High Court rules that there is copyright in headlines and short extracts

17-Dec-2010  |  Copyright & Media Law, Technology, Media & Telecoms


The Implications

In late November, the High Court delivered its judgment in the Newspaper Licensing Agency Limited (the NLA) v Meltwater Holding BV litigation. While this ruling relates to copyright infringement in the context of online news monitoring, it has wider implications for copyright and the Internet generally. Below, we explore some of the ramifications of Mrs Justice Proudman’s ruling.

Meltwater provides a media monitoring service, sending its customers reports of news articles including their search terms. These reports are 256 characters and include the headline, the opening words and an extract from the article giving the context of the search term. In order to compile the reports, it scrapes and indexes publishers’ websites to review and circulate their content. The litigation arose because Meltwater argues that its customers should not have to pay the licence fee which the NLA have requested because they are not infringing copyright.

Proudman J found that, without a licence, Meltwater’s customers would be infringing the publishers’ copyright. In reaching this conclusion, she made three important rulings:

  • Relying on the decision of the European Court of Justice (ECJ) in the Infopaq (C-5/08) case, Proudman J held that headlines are capable of being literary works, whether independently or as part of the articles to which they relate. Equally copying of short extracts could, as in Infopaq, amount to copyright infringement. This is provided that, in both cases, the headlines and extracts represent a work or an element of a work which expresses the author's own intellectual creation.
  • When a customer clicks on a link provided by Meltwater, a copy of the article appears on his or her computer. Proudman J held that this was "more likely than not to infringe copyright."
  • Meltwater’s customers could not rely on section 28A of the Copyright, Designs and Patents Act 1988 (the defence for temporary copies which are transient or incidental) in respect of the customers' browsing (i.e. copying) articles. Proudman J held that "He must first show that it was lawful for him to have made the copy ... Making the copy is not an essential and integral part of a technological process but the end which the process is designed to achieve."

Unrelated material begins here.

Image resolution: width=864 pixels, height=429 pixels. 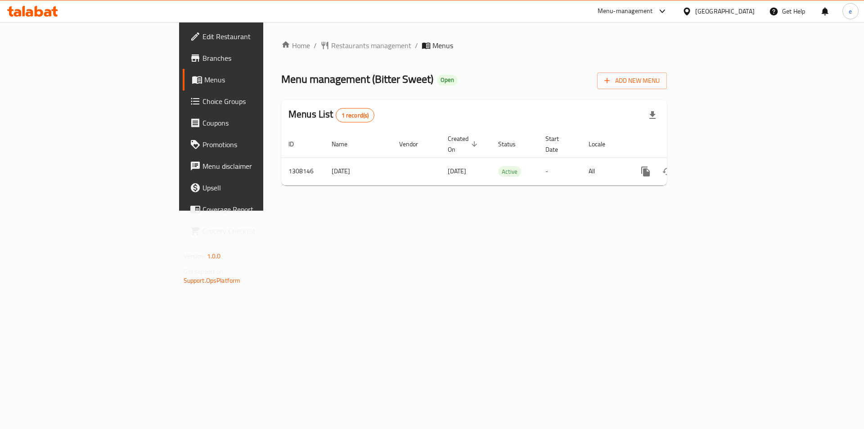 What do you see at coordinates (509, 171) in the screenshot?
I see `div: Active` at bounding box center [509, 171].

The wider implications include:

  • The High Court has incorporated into English law a new, European, test for copyright infringement. Previously, English law required the copying of, at least, a "substantial" part of a work before there could be infringement. The European test (as set out in Infopaq) is, on the other hand, whether the copied whole or part of a work represents the "author's own intellectual creation". Proudman J followed the approach in Infopaq and, therefore, appears to have replaced the English "substantial part" test with the European "author's own intellectual creation" test, despite the clear wording of section 16(3) of the Act. Although we will have to think about infringement questions in a different way, it is an open question whether the new test will make any significant practical difference.
  • The decision is likely to put publishers off linking to third party websites. If the publisher knows or has a suspicion that there is infringing material on that third party website or if that publisher or the end-user were not authorised to access the third party website, it could well be liable for authorising copyright infringement by its readership (see, e.g. Twentieth Century Fox and others v NewzBin [2010] EWHC 608 (Ch)), even if the publisher's acts occur outside the jurisdiction (see Football Dataco v Sportradar GmbH [2010] EHWC 2911 (Ch)).
  • Proudman J made clear that there is no "browsing" defence to copying the content of a website when viewing it. When browsing the Internet, a person will be making copies of websites on their computer. It seems quite far reaching that the person must "first show that it was lawful for him to have made the copy" on his computer. How can users (or even search engines and other entities that index Internet content) demonstrate that they are lawful users? Here, it was clear that the publishers did not consent. There was no suggestion, however, how consent or absence of consent might be demonstrated in other cases (not involving piracy), e.g. through website terms of use. Answers may, however, be provided from the second Infopaq reference to the ECJ.